Two Latin American films are the top winners at the 31st edition of NewFest, New York’s LGBTQ Film Festival: the Guatemalan film Temblores by Jayro Bustamante and the Brazilian film Queen of Lapa by Theodore Collatos and Carolina Monnerat. Temblores was presented with the Grand Jury Prize in the fiction competition, while Queen of Lapa was the winner of the Grand Jury Prize in the documentary competition.
In the deeply personal follow-up to his landmark debut Ixcanul, Bustamante shifts his focus from rural Guatemala to Guatemala City, but once again sets his sights on an individual caught between two seemingly irreconcilable worlds.
When handsome and charismatic Pablo (Juan Pablo Olyslager) arrives at his affluent family’s house everyone is eagerly awaiting the return of their beloved son, devoted father and caring husband. A seemingly exemplary pillar of Guatemala City’s Evangelical Christian community, Pablo’s announcement that he intends to leave his wife for another man sends shock waves through the family. As Pablo tries to acclimate to his new life in the city’s gay subculture with the liberated Francisco, his ultra-religious family does everything in its power to get their prodigal son back on track, no matter the cost.

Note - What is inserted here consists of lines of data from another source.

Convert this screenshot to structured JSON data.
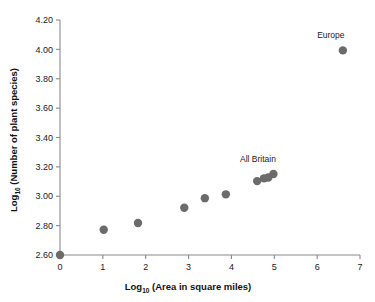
{
  "chart_data": {
    "type": "scatter",
    "title": "",
    "xlabel": "Log10 (Area in square miles)",
    "ylabel": "Log10 (Number of plant species)",
    "xlabel_base": "Log",
    "xlabel_sub": "10",
    "xlabel_rest": " (Area in square miles)",
    "ylabel_base": "Log",
    "ylabel_sub": "10",
    "ylabel_rest": " (Number of plant species)",
    "xlim": [
      0,
      7
    ],
    "ylim": [
      2.6,
      4.2
    ],
    "grid": false,
    "legend": "none",
    "xticks": [
      0,
      1,
      2,
      3,
      4,
      5,
      6,
      7
    ],
    "xtick_labels": [
      "0",
      "1",
      "2",
      "3",
      "4",
      "5",
      "6",
      "7"
    ],
    "yticks": [
      2.6,
      2.8,
      3.0,
      3.2,
      3.4,
      3.6,
      3.8,
      4.0,
      4.2
    ],
    "ytick_labels": [
      "2.60",
      "2.80",
      "3.00",
      "3.20",
      "3.40",
      "3.60",
      "3.80",
      "4.00",
      "4.20"
    ],
    "marker_color": "#6b6b6b",
    "axis_color": "#8a8a8a",
    "points": [
      {
        "x": 0.0,
        "y": 2.6,
        "label": ""
      },
      {
        "x": 1.02,
        "y": 2.772,
        "label": ""
      },
      {
        "x": 1.82,
        "y": 2.818,
        "label": ""
      },
      {
        "x": 2.9,
        "y": 2.922,
        "label": ""
      },
      {
        "x": 3.38,
        "y": 2.987,
        "label": ""
      },
      {
        "x": 3.87,
        "y": 3.013,
        "label": ""
      },
      {
        "x": 4.6,
        "y": 3.103,
        "label": ""
      },
      {
        "x": 4.76,
        "y": 3.122,
        "label": ""
      },
      {
        "x": 4.86,
        "y": 3.128,
        "label": ""
      },
      {
        "x": 4.98,
        "y": 3.152,
        "label": ""
      },
      {
        "x": 6.6,
        "y": 3.993,
        "label": "Europe"
      }
    ],
    "annotations": [
      {
        "text": "Europe",
        "x": 6.32,
        "y": 4.075
      },
      {
        "text": "All Britain",
        "x": 4.62,
        "y": 3.232
      }
    ]
  }
}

A favorite at numerous international film festivals, including Sheffield, Maryland, Australia’s Antenna Documentary, and Scottish Queer, winner of the Alternative Spirit Award at the Rhode Island International Film Festival and named Best SHOUT Feature Film at the Sidewalk Film Festival for best LGBTQ film, Queen of Lapa is an intimate and captivating portrait of renowned cabaret performer, activist, and sex worker Luana Muniz, one of the most influential transgender Brazilians in history.
Humanizing issues around transgender sex work in Rio de Janeiro—a city currently governed by a conservative Evangelical mayor in a nation presided over by a far-right head of state—Queen of Lapa offers a look into the lives of sex workers whose very existences are battled on dual fronts: for identifying as transgender in an openly hostile sociopolitical environment in addition to making their livelihoods through prostitution.